The Niagara Falls Review

The crafty comeback of Emma Cook

- JOHN LAW

When Emma Cook left the house that June day in 2013, she was a Toronto indie songwriter starting to make her mark. There were comparison­s to Sarah McLachlan and Feist. The decision to quit her job to pursue music full time was paying off.

Then came that falling branch, and it all went black.

For three years.

“There were people working on the power lines further down, and a dead branch just got dislodged,” she recalls. “It was just an accident. Wrong place at the right time. I was just walking out of my front door.”

Aside from the headache and gash on her head, Cook thought she’d be okay. Then came the dizziness, nausea and other concussion symptoms. For days. Then weeks and months. As it stretched into a year, Cook wasn’t just afraid her career was over, she thought her entire life was falling apart.

“I thought I was never going back to anything, really,” she says. “I was so in it, I didn’t feel it was ever going to end.”

During those three years her social life came to a halt. No parties. No going out. She struggled to raise her two children. Her husband was exhausted trying to hold the household together. A close family member died of cancer and another to suicide. A long friendship came to an end.

At her lowest point she decided to buy a piano, hoping it would kickstart something. It was like the floodgates opening.

“It didn’t take a lot of effort,” she says. “Once I did it, it was like ‘Why haven’t I been doing this the whole time?’ I couldn’t believe I hadn’t been writing because it’s so cathartic for me. It’s always been a way that I deal with difficult situations.

“It’s funny to me now — why didn’t I go there? — but I was so far gone that I couldn’t think about going there.”

Cook found herself writing or playing every time the darkness tugged at her, until she had enough for an album. Released near the end of 2016, Same Old Song showed her songwritin­g skills hadn’t diminished, helping her land a licensing deal with Community Tree Music in Vancouver.

Back in the zone, she quickly had enough quality songs for another album. Living Proof, released last week, finds Cook taking big steps away from her folk past into more melodic pop, anchored by the hearttuggi­ng first single I Will Stay.

As Cook explains, though it’s an album about loss and recovery, it’s not directly about her head injury. What inspired it doesn’t define it.

“I didn’t write very many songs about the concussion itself,” she says. “It was (more about) the feeling that things erode. Our health erodes, our relationsh­ips erode…that was really the theme of the album. It came out of the concussion, but really none of the songs are specifical­ly about it.

“It’s that feeling of how we kind of fall apart in life.”

Next hurdle: Touring. Cook kicks off a winter road trip Friday at Mahtay Cafe in St. Catharines, reconnecti­ng with local fans who haven’t seen her in Niagara in nearly a decade.

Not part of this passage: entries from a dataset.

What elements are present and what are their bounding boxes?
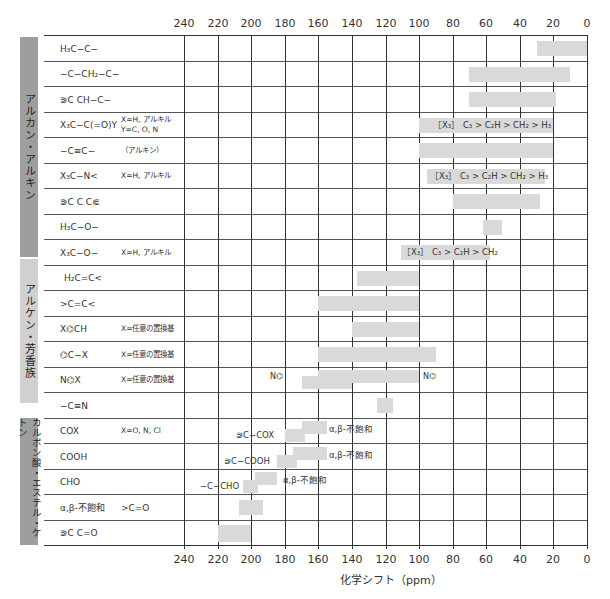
top-tick-40: 40 [513, 17, 527, 30]
struct-row-18: α,β-不飽和 [60, 503, 105, 513]
bar-row-4 [419, 143, 553, 158]
annotation-cooh-side: ⋑C−COOH [224, 456, 270, 466]
struct-row-16: COOH [60, 452, 87, 462]
struct-row-14: −C≡N [60, 401, 88, 411]
annotation-cho-ab: α,β-不飽和 [283, 473, 327, 485]
category-label-alkane: アルカン・アルキン [20, 37, 37, 257]
bottom-tick-240: 240 [174, 553, 195, 566]
bottom-tick-160: 160 [308, 553, 329, 566]
note-row-3a: X=H, アルキル [121, 115, 171, 125]
bar-row-0 [537, 41, 587, 56]
top-tick-0: 0 [584, 17, 591, 30]
note-row-13: X=任意の置換基 [121, 375, 174, 385]
struct-row-4: −C≡C− [60, 146, 95, 156]
struct-row-19: ⋑C C=O [60, 528, 98, 538]
annotation-pyridine-right: N⌬ [423, 372, 436, 381]
bottom-tick-20: 20 [546, 553, 560, 566]
x-axis-label: 化学シフト（ppm） [340, 571, 442, 587]
bottom-tick-40: 40 [513, 553, 527, 566]
bottom-tick-60: 60 [479, 553, 493, 566]
struct-row-18b: >C=O [121, 503, 149, 513]
struct-row-8: X₃C−O− [60, 248, 98, 258]
top-tick-60: 60 [479, 17, 493, 30]
top-axis-line [44, 35, 588, 36]
bottom-tick-140: 140 [342, 553, 363, 566]
struct-row-9: H₂C=C< [64, 273, 102, 283]
struct-row-6: ⋑C C C⋐ [60, 197, 100, 207]
bottom-tick-80: 80 [446, 553, 460, 566]
note-row-11: X=任意の置換基 [121, 324, 174, 334]
struct-row-12: ⌬C−X [60, 350, 88, 360]
bar-row-17b [255, 472, 277, 485]
bar-label-row-5: ［X₃］ C₃ > C₂H > CH₂ > H₃ [430, 168, 548, 184]
top-tick-80: 80 [446, 17, 460, 30]
struct-row-5: X₃C−N< [60, 171, 98, 181]
note-row-4: （アルキン） [121, 146, 163, 156]
bottom-tick-220: 220 [208, 553, 229, 566]
note-row-5: X=H, アルキル [121, 171, 171, 181]
top-tick-240: 240 [174, 17, 195, 30]
struct-row-17: CHO [60, 477, 80, 487]
bar-row-1 [469, 67, 570, 82]
category-label-carbonyl: カルボン酸・エステル・ケトン [20, 418, 37, 545]
struct-row-13: N⌬X [60, 375, 81, 385]
top-tick-100: 100 [409, 17, 430, 30]
bar-row-16b [293, 447, 327, 460]
note-row-3b: Y=C, O, N [121, 125, 158, 135]
annotation-cho-side: −C−CHO [200, 481, 239, 491]
bar-row-2 [469, 92, 556, 107]
top-tick-180: 180 [275, 17, 296, 30]
struct-row-10: >C=C< [60, 299, 95, 309]
bar-row-14 [377, 398, 393, 413]
bar-row-12 [318, 347, 436, 362]
bar-row-6 [453, 194, 540, 209]
struct-row-11: X⌬CH [60, 324, 87, 334]
bottom-tick-100: 100 [409, 553, 430, 566]
top-tick-220: 220 [208, 17, 229, 30]
bar-row-7 [483, 220, 502, 235]
note-row-8: X=H, アルキル [121, 248, 171, 258]
struct-row-0: H₃C−C− [60, 44, 98, 54]
annotation-pyridine-left: N⌬ [270, 372, 283, 381]
bottom-tick-120: 120 [376, 553, 397, 566]
bar-row-10 [318, 296, 419, 311]
note-row-12: X=任意の置換基 [121, 350, 174, 360]
bottom-tick-0: 0 [584, 553, 591, 566]
bar-label-row-8: ［X₃］ C₃ > C₂H > CH₂ [402, 244, 498, 260]
annotation-cooh-ab: α,β-不飽和 [329, 448, 373, 460]
bar-row-9 [357, 271, 419, 286]
top-tick-120: 120 [376, 17, 397, 30]
bar-row-11 [352, 322, 419, 337]
top-tick-140: 140 [342, 17, 363, 30]
bar-label-row-3: ［X₃］ C₃ > C₂H > CH₂ > H₃ [433, 117, 551, 133]
note-row-15: X=O, N, Cl [121, 426, 161, 436]
struct-row-15: COX [60, 426, 79, 436]
bottom-tick-180: 180 [275, 553, 296, 566]
bar-row-13b [302, 376, 352, 389]
struct-row-7: H₃C−O− [60, 222, 99, 232]
annotation-cox-side: ⋑C−COX [236, 430, 274, 440]
bar-row-15b [302, 421, 327, 434]
top-tick-200: 200 [241, 17, 262, 30]
bar-row-19 [218, 525, 251, 542]
bottom-tick-200: 200 [241, 553, 262, 566]
struct-row-3: X₃C−C(=O)Y [60, 120, 117, 130]
annotation-cox-ab: α,β-不飽和 [329, 422, 373, 434]
top-tick-20: 20 [546, 17, 560, 30]
struct-row-2: ⋑C CH−C− [60, 95, 111, 105]
category-label-alkene: アルケン・芳香族 [20, 259, 37, 403]
top-tick-160: 160 [308, 17, 329, 30]
struct-row-1: −C−CH₂−C− [60, 69, 119, 79]
bar-row-18 [239, 500, 263, 515]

The jitters of playing live again are over, she says. After an “absolutely terrifying ” first show after the injury, the joy of playing to a crowd returned. She still has to be mindful of lighting, and knows better than to push herself too hard. The tour will be eight shows spread across 30 days.

“I have some lasting symptoms that probably will never go away,” she says. “I have screen intoleranc­e, which just means i can’t be on my computer for very long. Which is difficult because as a singer there’s a lot of social media, booking, all that stuff.

“I have to be super on top of my health. If anything doesn’t go right… .I’ll have a couple bad days, then it goes away again.” jlaw@postmedia.com

 ?? SUBMITTED ?? Singer Emma Cook makes her first Niagara appearance in several years at the Mahtay Cafe in St. Catharines Friday.
SUBMITTED Singer Emma Cook makes her first Niagara appearance in several years at the Mahtay Cafe in St. Catharines Friday.